– STUFFING SENTENCES TO CARRYING CAPACITY.
– Never starting a blog post (or sermon) with “I.”
– Punctuality.
– Creative segues.
– Repeating verbatim whatever someone wants said to another.
– That only what I actually heard appears inside quotation marks.
– One-sentence ledes.
– Snappy ledes. (“If you can do that, you’ll never be out of a job,” quoth a mentor.)
– Keeping an open mind, especially when it’s difficult.
– Never speaking in absolutes. (Present list excluded.)
– Crediting my sources.
– Communicating as accurately as I can. (Challenging, but aspirational.)
– Pushing through my shyness. (Also aspirationally challenging.)
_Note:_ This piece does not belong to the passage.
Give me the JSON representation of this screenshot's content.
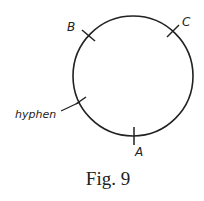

– Being kind to cashiers, sales clerks, waiters, and tradesfolk.
– Saying “Take your time” whenever necessary.
– Waving at passing cars.
– Not speculating.
– “Killing my darlings” (per Wm. Faulkner, via Stephen King).
– Making an effort to pet stray cats.
– Greeting passersby with (at least) a smile.
– Concisifying.
(And yours?)
– tame those wily pronouns
– destroy hidden repetition: if you show it don’t tell it and vice versa
– The art of good writing for a sensitive and intelligent person is not in knowing what to write, but in knowing what not to write. -Tolstoy
– don’t mix your metaphors, please, ‘cuz if this thing starts snowballing, it could really catch fire.
– In writing suspense: “Make ‘em laugh, make ‘em cry, but make ‘em wait” -Tamim Ansary
– In writing dialog, consider: “When two characters talk, they aren’t quite having the same conversation. They interrupt each other, they don’t say things that the other already knows” -Stephanie Moore (dec)
Once again, you have taught me important things. I love you.